Do You Know About Dunbar’s Number?

I guess friendship has been on my mind lately, considering this is my third consecutive post about friendship. Perhaps it’s the realization that I still feel like an outsider in my new city after a year and a half.

A few years ago, I remember being fascinated by a concept called “Dunbar’s Number.” According to Robin Dunbar, a British Anthropologist, the average human brain can only effectively maintain a social relationship with approximately 150 people at a time. Basically, our brains just don’t have the cognitive capabilities to handle remembering all the details of more than 150 people at one time. According to research, this is evolutionary and has been true since the dawn of man. In hunter-gatherer societies, the average community was about 150 people.

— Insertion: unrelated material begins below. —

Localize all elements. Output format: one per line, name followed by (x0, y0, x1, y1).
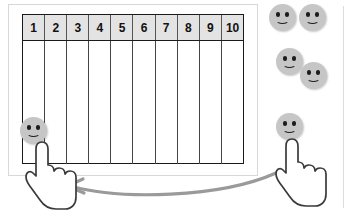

Now this doesn’t mean these people are your actual ‘friends,’ they are simply people in your social circle. If you would stop to say hello to someone on the street, they probably count in your 150.

But what’s a bit scary, at least for me, is that a lot of my closest “150” are scattered around the country. They are not all in my community like they probably were for  those in hunter-gatherer societies. I don’t get the benefits or a reassuring hug or an arm squeeze. So essentially, the benefits of my ‘community’ are diffuse and not as concentrated as they could be.

What does this mean for us, as most of us become increasingly mobile in our lives? Are most of your “150” located near you?